The CEI has a long track record of taking money from the fossil fuel industry. It received $2 million from ExxonMobil from 1998 to 2005, according to Vanity Fair.

The Washington Post reported in 2013 that Marathon Petroleum, Koch Industries, American Coalition for Clean Coal Electricity, and American Fuel and Petrochemical Manufacturers were among the donors for CEI’s annual dinner.

Murray Energy Corporation, America’s largest underground coal mining company (and a critic and litigant of the EPA), was the biggest energy donor of the night.

When asked about this on C-Span in 2015, Ebell — who had at first insisted that he doesn’t “represent” companies — admitted that he wasn’t getting as much money from energy firms as he’d like.

“I’d like to see a lot more funding from all of those companies, but unfortunately many of the coal companies are now going bankrupt,” he said. “I would like to have more funding so that I can combat the nonsense put out by the environmental movement.”
6
He helped kill cap-and-trade.
Associated Press
Ebell previously “helped propel a shift in the political debate around climate change, contributing to the collapse of cap-and-trade legislation in Congress in 2009,” according to Frontline.

The bill, which Ebell called a “disaster,” would have seen limits set on the total amount of greenhouse gases emitted nationally.
7
He chairs a group focused on 'dispelling the myths of global warming.'
Jorge Adorno/Reuters
The Cooler Heads Coalition, an ad-hoc group that Ebell leads, says its mission is “dispelling the myths of global warming by exposing flawed economic, scientific, and risk analysis.”
8
He opposes the Paris Agreement on climate change.
How Hwee Young/Getty Images
The Paris Agreement, which came into force on Nov. 4, is the most significant climate accord ever signed.

Ebell has been a vocal critic of the deal, calling Obama’s joining of the treaty “unconstitutional.”
9
He’s worked to reduce protections for endangered species.
Tom Brakefield/Fuse
Earlier in his career, Ebell worked for then-Rep.
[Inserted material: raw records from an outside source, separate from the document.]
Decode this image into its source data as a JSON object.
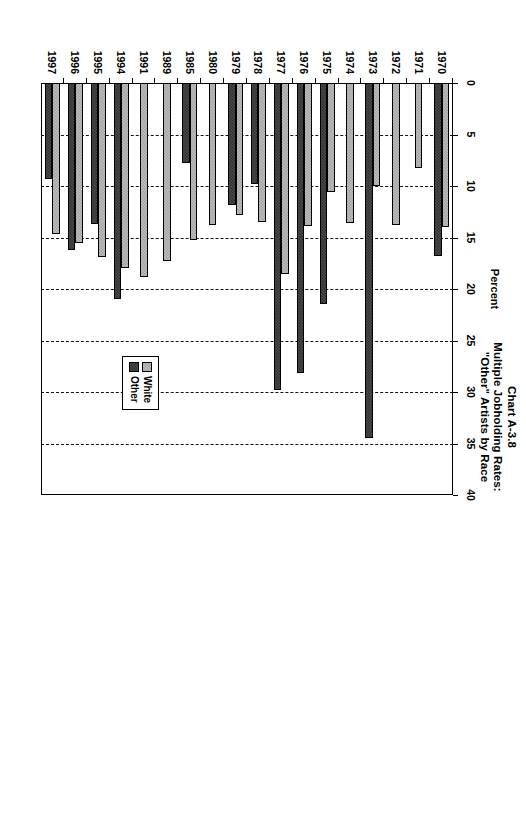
{
  "title": {
    "line1": "Chart A-3.8",
    "line2": "Multiple Jobholding Rates:",
    "line3": "\"Other\" Artists by Race"
  },
  "legend": {
    "position": "bottom-right-inside",
    "entries": [
      {
        "label": "White",
        "swatch": "white-series",
        "color": "#bdbdbd"
      },
      {
        "label": "Other",
        "swatch": "other-series",
        "color": "#4a4a4a"
      }
    ]
  },
  "chart_data": {
    "type": "bar",
    "orientation": "horizontal",
    "title": "Chart A-3.8 Multiple Jobholding Rates: \"Other\" Artists by Race",
    "xlabel": "Percent",
    "ylabel": "",
    "xlim": [
      0,
      40
    ],
    "xticks": [
      0,
      5,
      10,
      15,
      20,
      25,
      30,
      35,
      40
    ],
    "xtick_labels": [
      "0",
      "5",
      "10",
      "15",
      "20",
      "25",
      "30",
      "35",
      "40"
    ],
    "grid": "vertical-dashed",
    "legend_position": "lower right",
    "categories": [
      "1970",
      "1971",
      "1972",
      "1973",
      "1974",
      "1975",
      "1976",
      "1977",
      "1978",
      "1979",
      "1980",
      "1985",
      "1989",
      "1991",
      "1994",
      "1995",
      "1996",
      "1997"
    ],
    "series": [
      {
        "name": "White",
        "color": "#bdbdbd",
        "values": [
          14.0,
          8.3,
          13.8,
          10.0,
          13.6,
          10.6,
          13.9,
          18.5,
          13.5,
          12.8,
          13.8,
          15.2,
          17.3,
          18.8,
          18.0,
          16.9,
          15.5,
          14.7
        ]
      },
      {
        "name": "Other",
        "color": "#4a4a4a",
        "values": [
          16.8,
          null,
          null,
          34.5,
          null,
          21.5,
          28.2,
          29.8,
          9.8,
          11.8,
          null,
          7.8,
          null,
          null,
          21.0,
          13.7,
          16.2,
          9.3
        ]
      }
    ]
  }
}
John Shadegg (R-Ariz.) in an effort to rework the Endangered Species Act so it would involve “as little regulation as possible” and be “more respectful of property rights.”
10
He’s lobbied for the tobacco industry.
Associated Press
Jeremy Symons, senior advisor of the Environmental Defense Fund, says Ebell was involved in a "broad campaign" in the 1990s to help tobacco company Philip Morris make "regulating the tobacco industry ‘politically unpalatable.'"

Philip Morris also funded Ebell's group CEI in the 1990s. At the time, CEI was pushing the idea of “safer cigarettes.”
11
He’s proud to be loathed
Sean Gallup/Getty Images
In a biography Ebell himself submitted when he testified before Congress, he boasted that he'd been listed by Greenpeace as a "climate criminal" and global warming "misleader" by Rolling Stone magazine.

"The Clean Air Trust in March 2001 named Mr. Ebell its 'Villain of the Month' for his role in convincing the Bush Administration not to regulate carbon dioxide emissions," the bio continued.